Address from the lord mayor of Nuremberg, Marcus König, on the occasion of the laying of stumbling stones for Else and Sigmund Dormitzer
Dear Members of the Dormitzer family,
Dear Mr. Rottner Defet [who has been awarded the Citizen’s Medal of Nuremberg],
Dear Representatives from History for Everyone,
Dear Ladies and Gentlemen,
– For more than 30 years, since the beginning of the 1990s, victims of the National Socialist Dictatorship have been remembered with small commemorative plaques, called stumbling stones.
– In the meantime there are 10s of 1000s of these memorial plaques, which are normally placed in the ground in front of the last freely-chosen address of a victim of Nazi terror, in more than 1,300 cities and towns in all of Germany.
– In Nuremberg, the first stumbling stones were laid in 2004; there are now more than 150 of these plaques, the majority of which remember Jewish victims of the National Socialist reign of terror.
– And today, two more of these reminders that we must remember will be added:
– These plaques will remind us from now on of the Jewish couple Else and Sigmund Dormitzer and where they once lived here in the Blumenstrasse.
– Else Dormitzer, who was born in 1877 in Nuremberg as the daughter of a sawmill owner and timber merchant, made a name for herself in the early 1910s as a journalist and, using the pen name Else Dorn, as an author of children’s books.
– Else Dormitzer wrote for the arts section of the “Fränkischen Kurier” (“Franconian Courier”) and later for the “Nürnberger-Fürther Israelitischen Gemeindeblatts“ (“Nuremberg-Fürth Jewish Community Newspaper”) and, in the 1920s, was a correspondent for the “Berliner Tagblatt” (Berlin daily newspaper).
– For the Löwensohn and Pestalozzi Publishing Houses, both located in Fürth, Else Dormitzer worked not only as a translator but published many children’s books, which brought her a wider recognition within Nuremberg and beyond.
– In addition, she became a member of the board of directors of the Nuremberg Jewish Community in 1922, making her the first female trustee of a Jewish Community in all of Germany.
– In 1924, she also became the first female member of the board of directors of the important “Centralvereins Deutscher Staatsbürger Jüdischen Glaubens” (“Central Association for German Citizens of the Jewish Faith”).
– In the Pogrom night of 1938, the Dormitzers were brutally maltreated and afterwards forced to sell their home.
– With her husband Sigmund Dormitzer, whom she had married in 1898, Else Dormitzer went into exile in 1939 to Hilversum in Holland.
– In April 1943, the Dormitzers were deported to the Theresienstadt concentration camp.
– After her liberation, Else Dormitzer emigrated to England, where she died in 1958.
– The two daughters of the Dormitzers survived in Holland and England.
– Sigmund Dormitzer, on the other hand, suffered a far worse fate.
– Sigmund Dormitzer, who was born in 1869 in Nuremberg as the son of a wholesaler, studied law in Erlangen, where he obtained his doctorate in 1893.
– With his partner Dr. Bernhard Eismann, he ran for many decades a very successful and respected law office in der Karolinenstrasse.
– From 1916 to 1926, he was Chairman of the Nuremberg Law Society and afterwards – until March 1933 – its deputy president.
– In 1928, he received the honorary title “Geheimer Justizrat” (“Judicial Privy Councilor”).
– He was also active in many Nuremberg clubs and associations and was a founding member of the Rotary Club Nuremberg in 1929.
– Whereas his wife survived the hardships of her concentration camp incarceration, Sigmund Dormitzer died in December 1943 in the Theresienstadt concentration camp of a hunger edema.
– Else and Sigmund Dormitzer, who, with their family, led a socially committed and economic successful life in Nuremberg, lost in the wake of the so-called 2seizure of power” their former existence and their perspectives for the future which were based upon this life, they lost their professions, their possessions, their home – and, for Sigmund Dormitzer, his life.
– With the laying of these two new stumbling stones, we will now and in the future remember where marginalization, discrimination, racist hate and ideological fanaticism may lead and – in the case of the National Socialist regime – did lead on a massive scale.
– In that they make us aware of a horrible time and all of its deadly consequences, may the fates of Else and Sigmund Dormitzer forcefully remind us of the indignities and injustice which took place and, at the same time, impose on us a solemn obligation to continually strive - with all due diligence - for tolerance, justice and peace.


▸ **Exercise goal**: Could you write out, word for word, only the lines from the one containing "Image is 450x257 pixels." through the last line of the data below?

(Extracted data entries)
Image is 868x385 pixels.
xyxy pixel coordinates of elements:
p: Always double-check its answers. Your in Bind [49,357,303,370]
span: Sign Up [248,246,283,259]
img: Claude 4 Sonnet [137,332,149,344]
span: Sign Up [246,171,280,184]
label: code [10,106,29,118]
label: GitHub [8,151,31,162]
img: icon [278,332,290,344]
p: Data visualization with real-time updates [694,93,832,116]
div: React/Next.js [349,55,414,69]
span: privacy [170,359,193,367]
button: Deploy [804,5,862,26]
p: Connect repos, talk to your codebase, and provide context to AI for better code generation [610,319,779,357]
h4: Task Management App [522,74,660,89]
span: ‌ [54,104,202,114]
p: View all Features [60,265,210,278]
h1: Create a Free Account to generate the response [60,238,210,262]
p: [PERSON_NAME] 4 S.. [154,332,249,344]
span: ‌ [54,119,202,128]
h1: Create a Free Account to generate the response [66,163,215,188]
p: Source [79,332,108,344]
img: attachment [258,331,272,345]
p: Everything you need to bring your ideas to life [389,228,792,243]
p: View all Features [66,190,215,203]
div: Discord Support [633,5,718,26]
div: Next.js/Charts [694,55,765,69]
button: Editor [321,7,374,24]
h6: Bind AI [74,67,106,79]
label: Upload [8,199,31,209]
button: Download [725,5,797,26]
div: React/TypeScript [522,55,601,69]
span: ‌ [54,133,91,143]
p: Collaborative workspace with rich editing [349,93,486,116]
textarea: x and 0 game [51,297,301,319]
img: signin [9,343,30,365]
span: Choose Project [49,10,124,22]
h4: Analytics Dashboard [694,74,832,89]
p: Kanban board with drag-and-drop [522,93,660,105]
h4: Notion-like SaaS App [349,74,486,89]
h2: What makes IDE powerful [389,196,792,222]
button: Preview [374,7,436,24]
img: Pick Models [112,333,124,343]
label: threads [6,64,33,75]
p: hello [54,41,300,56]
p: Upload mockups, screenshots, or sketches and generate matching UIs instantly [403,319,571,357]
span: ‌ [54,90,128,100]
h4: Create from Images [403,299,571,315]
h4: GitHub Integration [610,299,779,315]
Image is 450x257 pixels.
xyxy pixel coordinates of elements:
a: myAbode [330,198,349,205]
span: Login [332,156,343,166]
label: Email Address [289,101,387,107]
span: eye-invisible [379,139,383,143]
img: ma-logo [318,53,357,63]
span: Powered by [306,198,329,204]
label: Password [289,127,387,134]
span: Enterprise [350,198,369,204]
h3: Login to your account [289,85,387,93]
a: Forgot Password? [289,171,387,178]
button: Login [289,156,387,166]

▸ **Task result**:
Image is 450x257 pixels.
xyxy pixel coordinates of elements:
a: myAbode [330,198,349,205]
span: Login [332,156,343,166]
label: Email Address [289,101,387,107]
span: eye-invisible [379,139,383,143]
img: ma-logo [318,53,357,63]
span: Powered by [306,198,329,204]
label: Password [289,127,387,134]
span: Enterprise [350,198,369,204]
h3: Login to your account [289,85,387,93]
a: Forgot Password? [289,171,387,178]
button: Login [289,156,387,166]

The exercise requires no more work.